Laboratory for Advanced Microscopy and Bioengineering

The Laboratory for Advanced Microscopy and Bioengineering (The LAMB) at East Tennessee State University develops optical and engineering tools to address open problems in biology, medicine, and the emerging bioeconomy. We work across scales — from single cells imaged with ultrafast lasers to bioreactors running on open-source hardware — and across disciplines, because the most interesting problems rarely stay in one lane.

Our students get hands-on experience building instrumentation, designing experiments, and thinking about how science connects to real-world impact in the Appalachian region and beyond.


Active Projects

Downstream Processing Workforce Development

The emerging bioeconomy needs trained workers who understand not just how to grow biological products, but how to get them out. We are developing a suite of hybrid online and in-person training modules focused on downstream processing — the set of techniques used to separate and purify a valuable product once it has been produced in a living system.

Our curriculum covers:

  • Centrifugation
  • Filtration
  • Chromatography
  • Distillation
  • Lyophilization
  • Spray drying

This project is part of a broader effort to build bioeconomy workforce capacity in the Appalachian region, funded by over $1.3M in grants for biomanufacturing workforce development.

Raman Spectroscopy in Mycological Systems

Yeasts and fungi are metabolically rich, biochemically complex, and largely underexplored as targets for vibrational imaging. Their distinct lipid profiles, cell wall compositions, and metabolic signatures make them ideal candidates for Raman-based analysis.

We are developing techniques to apply Raman spectroscopy to mycological systems with two main goals:

  • Fingerprinting — using Raman spectra to classify and distinguish classes of fungi based on their molecular makeup, without the need for labels or stains
  • Process monitoring — leveraging Raman as a real-time process analytical tool to track growth dynamics and chemical product development in oleaginous (oil-producing) yeasts

This work connects directly to biomanufacturing applications, where knowing what an organism is doing — and when — is critical to optimizing yield.

Open-Hardware Bioreactor Development

Optimizing biological processes requires the ability to run many experiments, vary conditions, and iterate quickly. For resource-limited labs and institutions, the cost of commercial bioreactor systems is a significant barrier.

Our students are building open-source, open-hardware bioreactors at the 1–2 liter scale using off-the-shelf components and widely available control systems. The goal is to produce well-documented, reproducible designs that other low-resource labs can build and adapt — lowering the barrier to entry for bioprocess research and training across the region.


Laboratory Members

Richard C. Prince, PhD
Richard C. Prince, PhD
Principal Investigator

Richard is an Assistant Professor and Biomedical Engineering Technology Coordinator at ETSU. His research focuses on vibrational microscopy, nonlinear optical imaging, and open-hardware bioengineering. He completed his PhD in Biophotonics at UC Irvine and holds an NSF IGERT fellowship.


Could you repeat every record below exactly, leaving out the pictures?
Task data Start Marker
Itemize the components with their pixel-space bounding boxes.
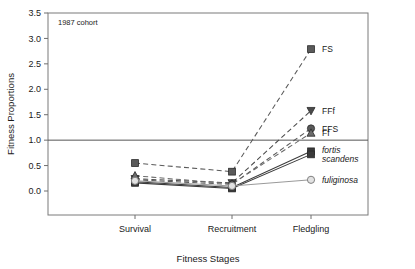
y-tick-label: 1.0 (28, 135, 41, 145)
data-point-fuliginosa-survival (131, 177, 138, 184)
y-tick-label: 0.5 (28, 161, 41, 171)
fitness-proportions-chart: 0.00.51.01.52.02.53.03.5SurvivalRecruitm… (0, 0, 415, 269)
legend-label-scandens: scandens (322, 154, 359, 164)
legend-label-FS: FS (322, 44, 333, 54)
y-tick-label: 0.0 (28, 186, 41, 196)
legend-label-FFf: FFf (322, 106, 335, 116)
y-tick-label: 1.5 (28, 110, 41, 120)
y-tick-label: 2.5 (28, 59, 41, 69)
x-category-label-recruitment: Recruitment (208, 224, 257, 234)
data-point-FS-recruitment (229, 168, 236, 175)
legend-label-Ff: Ff (322, 128, 330, 138)
legend-label-fuliginosa: fuliginosa (322, 175, 358, 185)
series-line-FS (135, 49, 311, 172)
y-axis-title: Fitness Proportions (5, 73, 16, 155)
y-tick-label: 2.0 (28, 84, 41, 94)
data-point-scandens-fledgling (308, 151, 315, 158)
series-line-FFf (135, 111, 311, 183)
cohort-annotation: 1987 cohort (58, 18, 99, 27)
chart-canvas: 0.00.51.01.52.02.53.03.5SurvivalRecruitm… (0, 0, 415, 269)
x-category-label-fledgling: Fledgling (293, 224, 330, 234)
x-category-label-survival: Survival (119, 224, 151, 234)
data-point-fuliginosa-fledgling (307, 176, 314, 183)
data-point-fuliginosa-recruitment (228, 182, 235, 189)
data-point-FS-survival (132, 160, 139, 167)
y-tick-label: 3.0 (28, 34, 41, 44)
series-line-Ff (135, 133, 311, 184)
x-axis-title: Fitness Stages (177, 253, 240, 264)
data-point-FS-fledgling (308, 46, 315, 53)
series-line-FFS (135, 128, 311, 184)
y-tick-label: 3.5 (28, 8, 41, 18)
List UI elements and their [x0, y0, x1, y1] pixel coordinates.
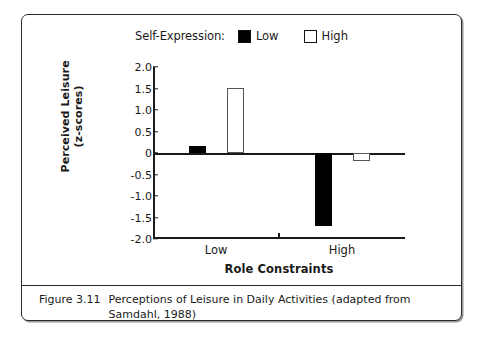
y-axis-tick-label: -1.0	[131, 190, 152, 203]
y-axis-tick-mark	[153, 88, 158, 89]
x-axis-title: Role Constraints	[153, 262, 405, 276]
bar-high-low	[315, 153, 332, 226]
y-axis-tick-label: 0	[145, 147, 152, 160]
y-axis-tick-label: 1.0	[135, 104, 153, 117]
y-axis-title-line2: (z-scores)	[72, 85, 85, 147]
figure-caption: Figure 3.11 Perceptions of Leisure in Da…	[39, 293, 447, 323]
caption-text: Perceptions of Leisure in Daily Activiti…	[109, 293, 447, 323]
y-axis-tick-label: 0.5	[135, 125, 153, 138]
y-axis-tick-mark	[153, 66, 158, 67]
bar-low-high	[227, 88, 244, 153]
y-axis-tick-mark	[153, 195, 158, 196]
y-axis-tick-mark	[153, 152, 158, 153]
category-divider-tick	[278, 233, 279, 239]
x-axis-tick-label: Low	[205, 243, 228, 257]
y-axis-tick-label: -1.5	[131, 211, 152, 224]
y-axis-tick-label: 2.0	[135, 61, 153, 74]
y-axis-tick-label: -2.0	[131, 233, 152, 246]
y-axis-tick-mark	[153, 238, 158, 239]
chart-axes	[153, 67, 405, 239]
x-axis-tick-label: High	[329, 243, 355, 257]
y-axis-title: Perceived Leisure (z-scores)	[59, 46, 86, 186]
chart-plot-area: Perceived Leisure (z-scores) 2.01.51.00.…	[22, 15, 461, 320]
caption-number: Figure 3.11	[39, 293, 101, 323]
bar-high-high	[353, 153, 370, 161]
y-axis-tick-label: 1.5	[135, 82, 153, 95]
y-axis-tick-mark	[153, 131, 158, 132]
y-axis-tick-labels: 2.01.51.00.50-0.5-1.0-1.5-2.0	[110, 67, 152, 239]
y-axis-title-line1: Perceived Leisure	[59, 60, 72, 172]
y-axis-tick-mark	[153, 174, 158, 175]
caption-divider	[22, 285, 461, 286]
bar-low-low	[189, 146, 206, 153]
y-axis-tick-label: -0.5	[131, 168, 152, 181]
y-axis-tick-mark	[153, 217, 158, 218]
figure-frame: Self-Expression: Low High Perceived Leis…	[21, 14, 462, 321]
y-axis-tick-mark	[153, 109, 158, 110]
Task data End Marker
— Response below —
Itemize the components with their pixel-space bounding boxes.
y-tick-label: 1.0 (28, 135, 41, 145)
data-point-fuliginosa-survival (131, 177, 138, 184)
y-tick-label: 0.5 (28, 161, 41, 171)
fitness-proportions-chart: 0.00.51.01.52.02.53.03.5SurvivalRecruitm… (0, 0, 415, 269)
legend-label-scandens: scandens (322, 154, 359, 164)
legend-label-FS: FS (322, 44, 333, 54)
y-tick-label: 0.0 (28, 186, 41, 196)
legend-label-FFf: FFf (322, 106, 335, 116)
y-tick-label: 1.5 (28, 110, 41, 120)
y-tick-label: 2.5 (28, 59, 41, 69)
x-category-label-recruitment: Recruitment (208, 224, 257, 234)
data-point-FS-recruitment (229, 168, 236, 175)
legend-label-Ff: Ff (322, 128, 330, 138)
legend-label-fuliginosa: fuliginosa (322, 175, 358, 185)
series-line-FS (135, 49, 311, 172)
y-axis-title: Fitness Proportions (5, 73, 16, 155)
y-tick-label: 2.0 (28, 84, 41, 94)
data-point-scandens-fledgling (308, 151, 315, 158)
series-line-FFf (135, 111, 311, 183)
cohort-annotation: 1987 cohort (58, 18, 99, 27)
chart-canvas: 0.00.51.01.52.02.53.03.5SurvivalRecruitm… (0, 0, 415, 269)
x-category-label-fledgling: Fledgling (293, 224, 330, 234)
x-category-label-survival: Survival (119, 224, 151, 234)
data-point-fuliginosa-fledgling (307, 176, 314, 183)
data-point-fuliginosa-recruitment (228, 182, 235, 189)
data-point-FS-survival (132, 160, 139, 167)
y-tick-label: 3.0 (28, 34, 41, 44)
series-line-Ff (135, 133, 311, 184)
x-axis-title: Fitness Stages (177, 253, 240, 264)
data-point-FS-fledgling (308, 46, 315, 53)
series-line-FFS (135, 128, 311, 184)
y-tick-label: 3.5 (28, 8, 41, 18)
List UI elements and their [x0, y0, x1, y1] pixel coordinates.
y-axis-tick-label: -1.0	[131, 190, 152, 203]
y-axis-tick-mark	[153, 88, 158, 89]
x-axis-title: Role Constraints	[153, 262, 405, 276]
bar-high-low	[315, 153, 332, 226]
y-axis-tick-label: 0	[145, 147, 152, 160]
y-axis-tick-label: 1.0	[135, 104, 153, 117]
y-axis-title-line2: (z-scores)	[72, 85, 85, 147]
figure-caption: Figure 3.11 Perceptions of Leisure in Da…	[39, 293, 447, 323]
caption-text: Perceptions of Leisure in Daily Activiti…	[109, 293, 447, 323]
y-axis-tick-label: 0.5	[135, 125, 153, 138]
y-axis-tick-mark	[153, 66, 158, 67]
bar-low-high	[227, 88, 244, 153]
y-axis-tick-mark	[153, 195, 158, 196]
y-axis-tick-mark	[153, 152, 158, 153]
category-divider-tick	[278, 233, 279, 239]
x-axis-tick-label: Low	[205, 243, 228, 257]
y-axis-tick-label: -1.5	[131, 211, 152, 224]
y-axis-tick-label: 2.0	[135, 61, 153, 74]
y-axis-tick-label: -2.0	[131, 233, 152, 246]
y-axis-tick-mark	[153, 238, 158, 239]
chart-axes	[153, 67, 405, 239]
x-axis-tick-label: High	[329, 243, 355, 257]
y-axis-title: Perceived Leisure (z-scores)	[59, 46, 86, 186]
chart-plot-area: Perceived Leisure (z-scores) 2.01.51.00.…	[22, 15, 461, 320]
caption-number: Figure 3.11	[39, 293, 101, 323]
bar-high-high	[353, 153, 370, 161]
y-axis-tick-label: 1.5	[135, 82, 153, 95]
y-axis-tick-mark	[153, 131, 158, 132]
y-axis-tick-labels: 2.01.51.00.50-0.5-1.0-1.5-2.0	[110, 67, 152, 239]
y-axis-title-line1: Perceived Leisure	[59, 60, 72, 172]
y-axis-tick-mark	[153, 174, 158, 175]
caption-divider	[22, 285, 461, 286]
bar-low-low	[189, 146, 206, 153]
y-axis-tick-label: -0.5	[131, 168, 152, 181]
y-axis-tick-mark	[153, 217, 158, 218]
figure-frame: Self-Expression: Low High Perceived Leis…	[21, 14, 462, 321]
y-axis-tick-mark	[153, 109, 158, 110]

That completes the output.